Worm Breeder's Gazette 12(3): 95 (June 15, 1992)

These abstracts should not be cited in bibliographies. Material contained herein should be treated as personal communication and should be cited as such only with the consent of the author.

Cold-Sensitive Mutations in C. elegans

William J. Jones, Ralph M. Hecht

Department of Biochemistry, University of Houston, Houston, TX 77204-5934.

Cold-sensitive (cs) mutations in C. elegans have been classified as having phenotypes that are stronger at 15°C than at 25°C. Extragenic suppressors to cs mutations may have an independent temperature (heat) -sensitive (ts) phenotype in the absence of the original mutation. This type of genetic analysis has been used to identify interacting genes in phage and yeast (Botstein). we are interested in isolating cs mutants for use in a suppressor analysis of genes important for development and neuromuscular function in C. elegans.
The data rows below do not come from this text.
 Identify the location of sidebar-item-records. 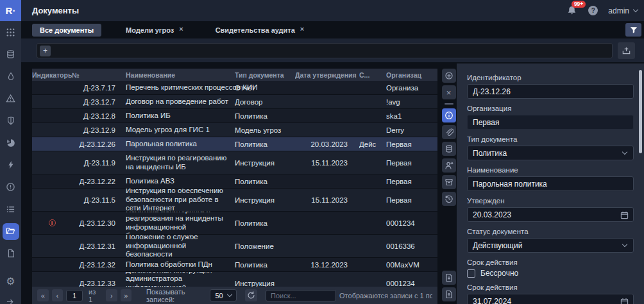
(10, 254).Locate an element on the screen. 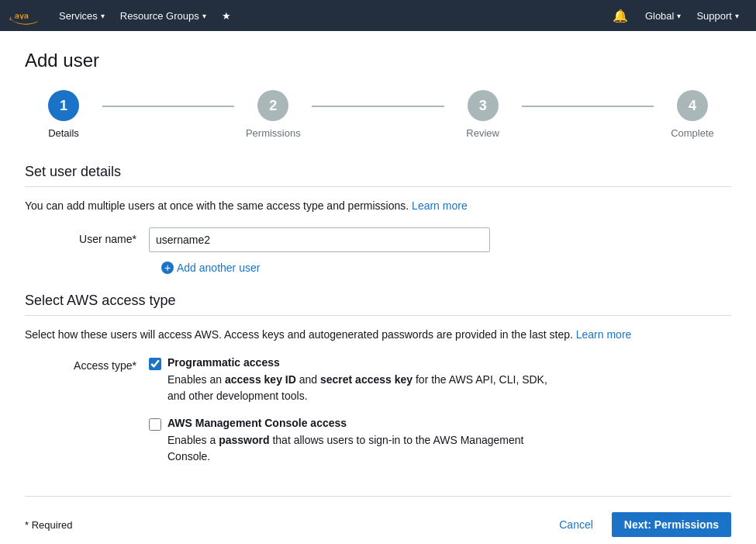 Image resolution: width=756 pixels, height=544 pixels. step-1: 1 Details is located at coordinates (64, 115).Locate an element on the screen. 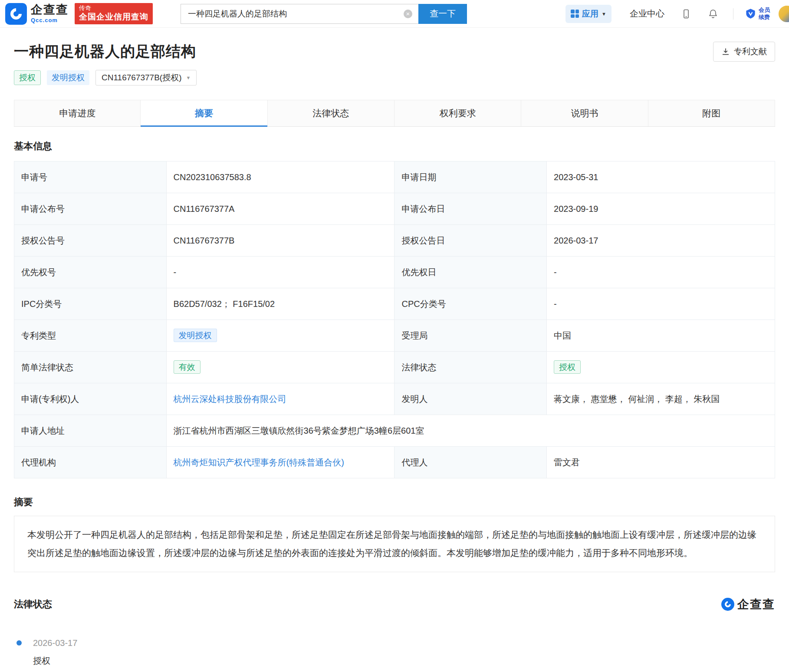 This screenshot has width=789, height=672. field-label: 简单法律状态 is located at coordinates (90, 367).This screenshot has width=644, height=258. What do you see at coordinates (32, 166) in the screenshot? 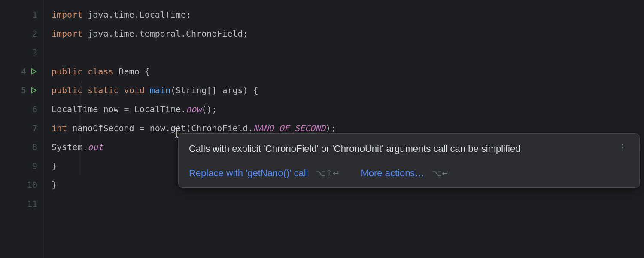
I see `line-number: 9` at bounding box center [32, 166].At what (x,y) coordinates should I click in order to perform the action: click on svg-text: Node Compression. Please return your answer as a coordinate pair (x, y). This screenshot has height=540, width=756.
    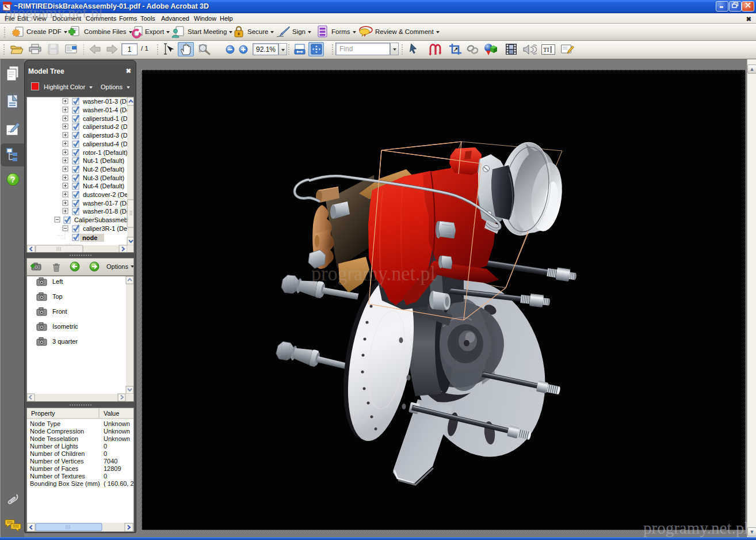
    Looking at the image, I should click on (57, 431).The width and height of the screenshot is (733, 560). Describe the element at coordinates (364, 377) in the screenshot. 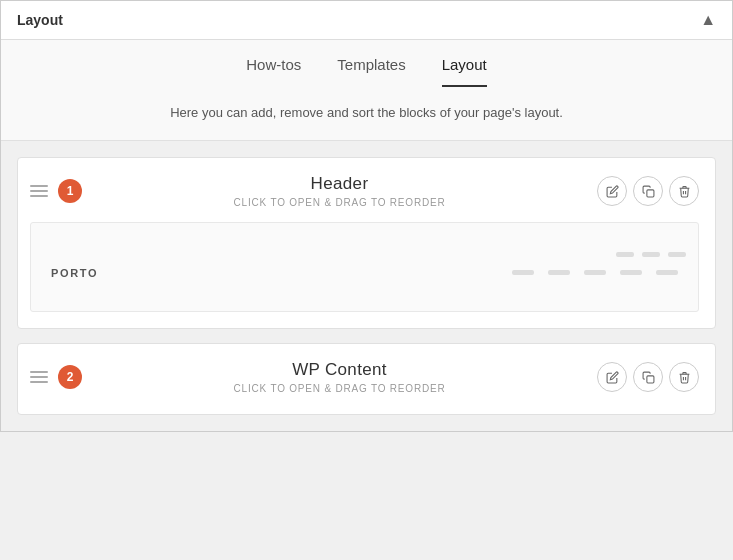

I see `block-header-row-2: 2 WP Content CLICK TO OPEN & DRAG TO REO…` at that location.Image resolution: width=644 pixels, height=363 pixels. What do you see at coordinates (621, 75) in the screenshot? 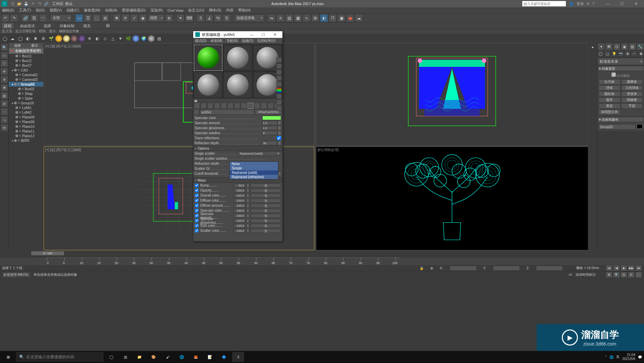
I see `autogrid-check: 自动栅格` at bounding box center [621, 75].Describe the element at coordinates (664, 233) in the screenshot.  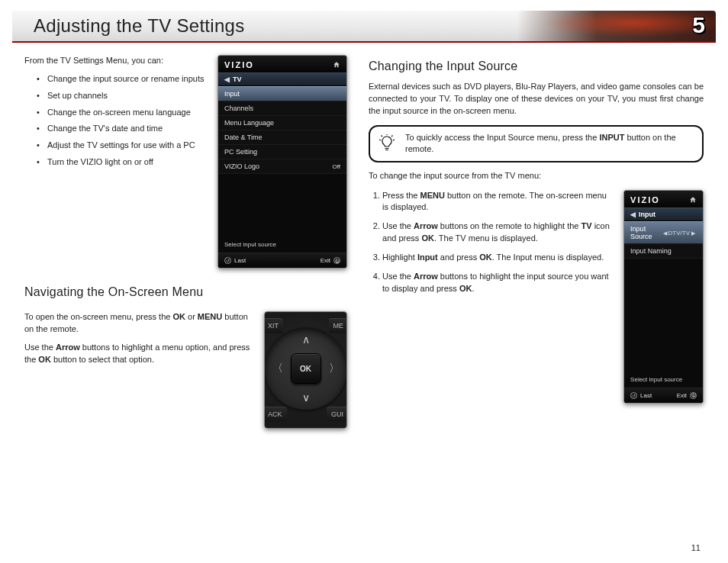
I see `menu-row-input-source: Input Source ◀DTV/TV▶` at that location.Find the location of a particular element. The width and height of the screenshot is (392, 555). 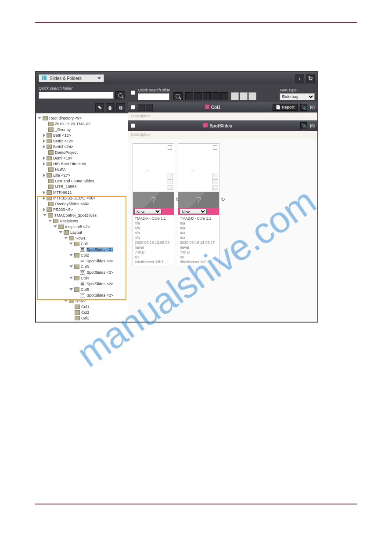

refresh-button is located at coordinates (310, 78).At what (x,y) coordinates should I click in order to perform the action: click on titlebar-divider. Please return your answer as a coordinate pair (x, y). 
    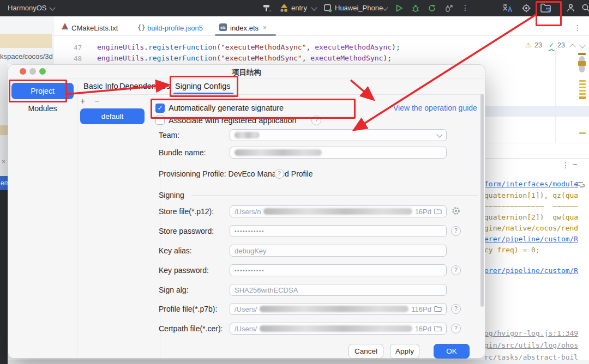
    Looking at the image, I should click on (246, 78).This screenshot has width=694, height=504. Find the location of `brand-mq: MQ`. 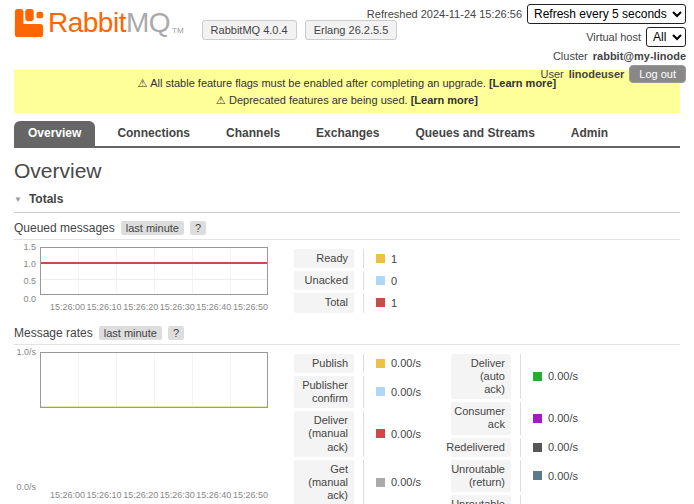

brand-mq: MQ is located at coordinates (148, 22). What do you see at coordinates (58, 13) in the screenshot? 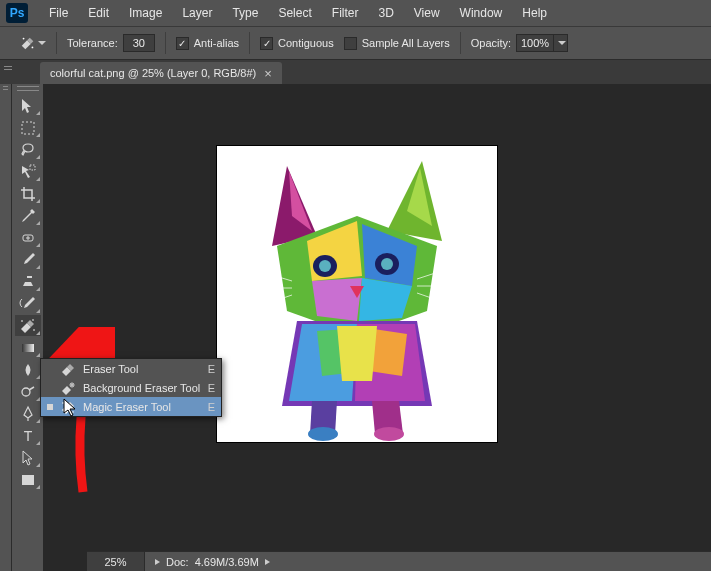
I see `menu-file: File` at bounding box center [58, 13].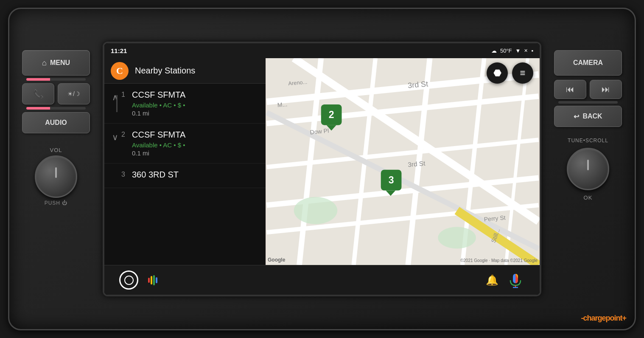 This screenshot has width=644, height=338. Describe the element at coordinates (129, 280) in the screenshot. I see `home-circle-icon` at that location.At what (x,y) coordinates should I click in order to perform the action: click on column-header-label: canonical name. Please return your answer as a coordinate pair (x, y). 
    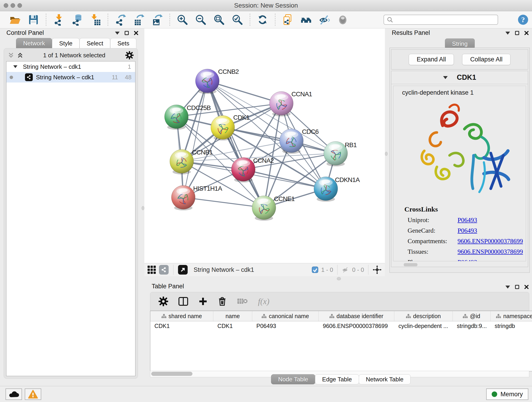
    Looking at the image, I should click on (289, 316).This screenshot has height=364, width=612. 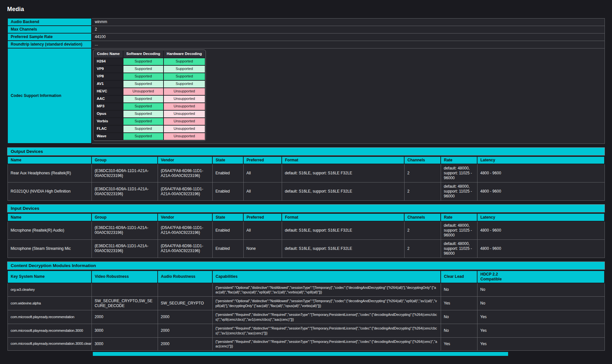 What do you see at coordinates (263, 192) in the screenshot?
I see `cell-preferred: All` at bounding box center [263, 192].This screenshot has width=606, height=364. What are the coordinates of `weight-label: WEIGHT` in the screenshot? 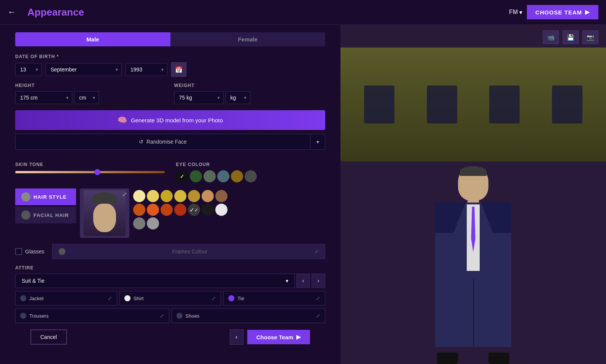 It's located at (250, 85).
Ts mutations in C. elegans were isolated at the stringent temperature of 25°C, where the progeny produced per hermaphrodite falls from ~300 to ~100 (Hirsh). An analogous restrictive condition for the isolation of cs mutants was required. We found that at ~11°C fecundity was compromised to the same extent observed at 25°C and development was slowed by a factor of two as compared with that at 16°C. This more stringent temperature was used to screen for cs mutations that affect movement and development in the nematode.

Mutagenized and synchronized populations of nematodes were enriched for slow-moving and unc phenotypes by using a gradient of bacteria as a chemoattractant. The screen consisted of 167 independent 'race track' experiments which represented an excess of one million ethylmethane sulfonate (EMS) mutagenized gametes. Out of 3182 slow-moving individuals, 14 independent isolates were found to be true cold-sensitives, i.e., they behaved in an uncoordinated fashion at 11°C but moved normally at permissive temperature ( ~23°C ) . Nine of the 14 cs unc mutants that expressed the 'kinker' phenotype mapped to the X chromosome. Based on initial two-factor crosses and complementation tests, they appear to represent a minimum of three different loci.

A recent screen for mutants that arrest development at 11°C yielded more than twenty independent cs lethal mutations from 1740 EMS mutagenized F2 individuals. The phenotypic distribution of these cs lethals appears to be similar to that previously reported for ts lethals, though they appear to be half as frequent.

To ultimately identify and characterize interacting genes that affect development and neuro-muscular function, we will isolate extragenic suppressors to these cs mutations and test whether they gain an independent ts phenotype.